New Europe

Investment Summary

Musings on Greece

The local equity market is among the worst performers globally, falling approximately 40% year-to-date, even after the recent bounce. This exceeds the declines of around 30% seen in the Italian and Spanish markets, whilst both remain epicenters of the outbreak in Europe. Furthermore, many Greek mid-caps have seen even greater share price declines, despite in most instances being less materially impacted than the financials and industrials heavy index.

However, unlike much of the rest of the world, Greek companies have experience of a true depression. Their recent crisis saw 8 consecutive years of GDP erosion, amounting to a cumulative decline of  around 28%, alongside unemployment soaring above 25% and the imposition of capital controls. This was in the same league as what is now forecast for much of the developed world. As such, not coming from “years of excess”, with many companies already used to operating in crisis mode, substantial de-leveraging having occurred and a population with fresh memory of hard times, Greece’s stock market may actually provide an appealing relative opportunity, given that reported Covid-19 cases currently remain “low” at ~1,200.

Companies worth considering

  • TAV – Airport operator – Turkey – EUR833m Market Cap
    1. TAV is a Turkish, MENA & CIS Airport operator, controlled by Aéroports de Paris (ADP), with approximately E800m cash on hand and less than E500m net debt, a large part of which is to ADP- thus enough resources on hand to survive even a prolonged shutdown, with ADP likely to provide support if needed.
    2. Their airport mix is focused on summer tourism and Islamic pilgrimages, meaning that the shutdown has come at a period of low volumes anyway, so the impact has been far less material than for many sector peers.
    3. Assuming a conservative normalised EBITDA (still way below 2019 levels), the shares trade on 4-5x EV/EBITDA, suggesting an upside of 100-200%, even without being too ambitious once conditions improve.
  • Mercator Medical Medical Glove Manufacturer – Poland – EUR45m Market Cap
    1. Mercator Medical is a supplier of medical and protective gloves to Europe from their Polish factory and to Asia from a newly created facility in Thailand.
    2. Seeing an obvious demand growth, that is likely to sustain for 1-2 years post-pandemic, as everyone is building contingency supplies. Indeed, after SARS, listed Malaysian medical glove producers saw their share prices rise 100-200% after the end of the outbreak.
    3. Margins should increase materially, as pricing power is likely strong (nobody haggling today), whilst input prices have fallen due to the weak global economy. The company is heavily leveraged due to the debt-financed construction of its newly completed plant in Thailand, so investors benefit from substantial potential EPS growth, whilst being one of the few indebted companies not to have concerns about in the current environment. Likely trading on 2020F P/E of only 5-6x, due to its orphaned status.
  • Georgia Healthcare – Medical Services Provider – Georgia – E110m Market Cap
    1. Georgia Healthcare is a dominant and diversified healthcare company in Georgia, with hospitals, clinics, dental surgeries, pharmacies, medical insurance and distribution units.
    2. For them it’s largely business as usual, with several years of double digits revenue growth ahead, and margin improvement, having just finished a multi-year capex program.
    3. Trading at a ~25% 2020F FcF yield, with no debt issues and a London listing.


* **Work required**: Output exactly the line containing "Determine plant bounding box." and each line after it through the last line of the records, and nothing else.

---------- Supplied material

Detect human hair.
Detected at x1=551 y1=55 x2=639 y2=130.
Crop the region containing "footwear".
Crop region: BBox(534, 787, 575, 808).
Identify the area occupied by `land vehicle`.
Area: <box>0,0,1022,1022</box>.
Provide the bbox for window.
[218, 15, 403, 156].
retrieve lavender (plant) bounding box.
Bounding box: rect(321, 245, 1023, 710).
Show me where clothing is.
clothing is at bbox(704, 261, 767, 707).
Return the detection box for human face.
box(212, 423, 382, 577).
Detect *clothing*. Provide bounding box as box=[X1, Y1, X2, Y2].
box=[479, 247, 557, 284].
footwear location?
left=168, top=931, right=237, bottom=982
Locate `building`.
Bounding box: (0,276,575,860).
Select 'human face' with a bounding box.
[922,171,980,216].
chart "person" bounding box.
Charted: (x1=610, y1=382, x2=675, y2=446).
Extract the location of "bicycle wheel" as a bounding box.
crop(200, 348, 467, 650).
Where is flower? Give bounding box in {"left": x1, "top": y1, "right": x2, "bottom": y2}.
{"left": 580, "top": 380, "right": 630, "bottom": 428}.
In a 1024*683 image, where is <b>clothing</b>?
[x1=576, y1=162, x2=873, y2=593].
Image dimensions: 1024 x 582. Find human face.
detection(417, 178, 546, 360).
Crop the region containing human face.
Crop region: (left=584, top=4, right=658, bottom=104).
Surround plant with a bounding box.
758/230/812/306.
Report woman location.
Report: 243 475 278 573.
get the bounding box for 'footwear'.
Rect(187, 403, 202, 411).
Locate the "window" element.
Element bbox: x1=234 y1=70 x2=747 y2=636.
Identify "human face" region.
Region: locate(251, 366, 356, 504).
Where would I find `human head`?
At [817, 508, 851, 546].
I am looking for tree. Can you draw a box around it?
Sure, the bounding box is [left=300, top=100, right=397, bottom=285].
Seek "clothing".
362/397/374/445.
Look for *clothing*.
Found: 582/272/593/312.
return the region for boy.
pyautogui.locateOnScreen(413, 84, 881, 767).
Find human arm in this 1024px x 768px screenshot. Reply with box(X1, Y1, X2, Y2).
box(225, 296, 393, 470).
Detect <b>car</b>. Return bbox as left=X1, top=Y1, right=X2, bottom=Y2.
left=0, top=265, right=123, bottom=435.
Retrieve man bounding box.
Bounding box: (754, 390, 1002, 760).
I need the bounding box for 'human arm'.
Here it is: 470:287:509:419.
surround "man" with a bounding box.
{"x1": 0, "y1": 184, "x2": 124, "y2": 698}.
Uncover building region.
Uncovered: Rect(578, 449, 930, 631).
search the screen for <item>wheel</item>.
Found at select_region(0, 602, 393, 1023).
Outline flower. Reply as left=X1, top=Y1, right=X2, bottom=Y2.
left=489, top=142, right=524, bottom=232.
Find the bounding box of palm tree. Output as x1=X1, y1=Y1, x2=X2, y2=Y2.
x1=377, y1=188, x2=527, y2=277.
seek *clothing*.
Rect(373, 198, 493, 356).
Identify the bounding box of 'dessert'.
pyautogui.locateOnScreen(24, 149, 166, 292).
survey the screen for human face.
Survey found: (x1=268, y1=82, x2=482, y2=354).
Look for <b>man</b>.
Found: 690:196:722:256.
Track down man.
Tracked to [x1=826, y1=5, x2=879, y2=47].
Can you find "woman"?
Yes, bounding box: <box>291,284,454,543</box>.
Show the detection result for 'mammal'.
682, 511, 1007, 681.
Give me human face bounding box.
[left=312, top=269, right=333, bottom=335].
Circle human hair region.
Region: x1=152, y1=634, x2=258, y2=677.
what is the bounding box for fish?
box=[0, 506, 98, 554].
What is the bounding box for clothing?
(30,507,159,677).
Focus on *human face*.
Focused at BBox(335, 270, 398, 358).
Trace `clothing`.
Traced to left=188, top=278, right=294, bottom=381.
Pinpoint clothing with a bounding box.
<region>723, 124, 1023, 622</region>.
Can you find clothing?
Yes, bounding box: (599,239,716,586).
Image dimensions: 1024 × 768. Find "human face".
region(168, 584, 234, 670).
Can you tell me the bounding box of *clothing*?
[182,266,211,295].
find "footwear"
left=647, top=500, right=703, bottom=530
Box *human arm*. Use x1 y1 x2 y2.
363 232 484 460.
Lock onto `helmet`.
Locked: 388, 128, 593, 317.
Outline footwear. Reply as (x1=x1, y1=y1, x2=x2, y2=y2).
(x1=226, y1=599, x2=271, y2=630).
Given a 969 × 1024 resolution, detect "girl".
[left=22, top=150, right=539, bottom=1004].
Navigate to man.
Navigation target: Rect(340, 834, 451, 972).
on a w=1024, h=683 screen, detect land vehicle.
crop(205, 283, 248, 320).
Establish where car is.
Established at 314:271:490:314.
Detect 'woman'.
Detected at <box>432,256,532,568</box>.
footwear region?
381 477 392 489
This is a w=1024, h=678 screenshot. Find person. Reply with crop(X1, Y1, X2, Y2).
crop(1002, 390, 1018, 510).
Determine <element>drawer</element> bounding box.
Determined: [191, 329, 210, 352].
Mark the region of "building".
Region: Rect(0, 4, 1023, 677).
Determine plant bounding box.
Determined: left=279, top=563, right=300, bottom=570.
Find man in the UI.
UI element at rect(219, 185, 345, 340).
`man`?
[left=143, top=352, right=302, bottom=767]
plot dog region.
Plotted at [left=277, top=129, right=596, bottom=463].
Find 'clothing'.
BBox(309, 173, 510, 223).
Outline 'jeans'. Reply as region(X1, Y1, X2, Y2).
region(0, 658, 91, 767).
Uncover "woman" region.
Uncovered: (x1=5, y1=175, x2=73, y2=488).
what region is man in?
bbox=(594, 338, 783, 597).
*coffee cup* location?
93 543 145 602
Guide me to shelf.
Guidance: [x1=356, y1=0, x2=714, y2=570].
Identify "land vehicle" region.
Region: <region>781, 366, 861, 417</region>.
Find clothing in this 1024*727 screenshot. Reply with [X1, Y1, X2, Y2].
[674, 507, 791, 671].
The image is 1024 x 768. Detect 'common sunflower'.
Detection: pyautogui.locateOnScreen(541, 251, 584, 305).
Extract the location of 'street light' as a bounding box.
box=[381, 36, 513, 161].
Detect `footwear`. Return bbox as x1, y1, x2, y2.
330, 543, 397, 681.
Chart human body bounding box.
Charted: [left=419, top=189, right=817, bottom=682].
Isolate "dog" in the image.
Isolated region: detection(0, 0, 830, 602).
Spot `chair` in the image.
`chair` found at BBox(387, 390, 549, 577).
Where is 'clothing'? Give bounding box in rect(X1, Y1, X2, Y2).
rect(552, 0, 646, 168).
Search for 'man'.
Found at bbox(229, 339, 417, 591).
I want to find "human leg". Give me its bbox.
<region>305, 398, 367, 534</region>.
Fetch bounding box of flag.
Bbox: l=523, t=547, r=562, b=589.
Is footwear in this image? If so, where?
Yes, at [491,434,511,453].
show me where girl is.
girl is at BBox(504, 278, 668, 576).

--------------------

* **Result for this task**:
Determine plant bounding box.
Determined: left=279, top=563, right=300, bottom=570.
Find man in the UI.
UI element at rect(219, 185, 345, 340).
`man`?
[left=143, top=352, right=302, bottom=767]
plot dog region.
Plotted at [left=277, top=129, right=596, bottom=463].
Find 'clothing'.
BBox(309, 173, 510, 223).
Outline 'jeans'. Reply as region(X1, Y1, X2, Y2).
region(0, 658, 91, 767).
Uncover "woman" region.
Uncovered: (x1=5, y1=175, x2=73, y2=488).
what region is man in?
bbox=(594, 338, 783, 597).
*coffee cup* location?
93 543 145 602
Guide me to shelf.
Guidance: [x1=356, y1=0, x2=714, y2=570].
Identify "land vehicle" region.
Region: <region>781, 366, 861, 417</region>.
Find clothing in this 1024*727 screenshot. Reply with [X1, Y1, X2, Y2].
[674, 507, 791, 671].
The image is 1024 x 768. Detect 'common sunflower'.
Detection: pyautogui.locateOnScreen(541, 251, 584, 305).
Extract the location of 'street light' as a bounding box.
box=[381, 36, 513, 161].
Detect `footwear`. Return bbox as x1, y1, x2, y2.
330, 543, 397, 681.
Chart human body bounding box.
Charted: [left=419, top=189, right=817, bottom=682].
Isolate "dog" in the image.
Isolated region: detection(0, 0, 830, 602).
Spot `chair` in the image.
`chair` found at BBox(387, 390, 549, 577).
Where is 'clothing'? Give bounding box in rect(X1, Y1, X2, Y2).
rect(552, 0, 646, 168).
Search for 'man'.
Found at bbox(229, 339, 417, 591).
I want to find "human leg". Give me its bbox.
<region>305, 398, 367, 534</region>.
Fetch bounding box of flag.
Bbox: l=523, t=547, r=562, b=589.
Is footwear in this image? If so, where?
Yes, at [491,434,511,453].
show me where girl is.
girl is at BBox(504, 278, 668, 576).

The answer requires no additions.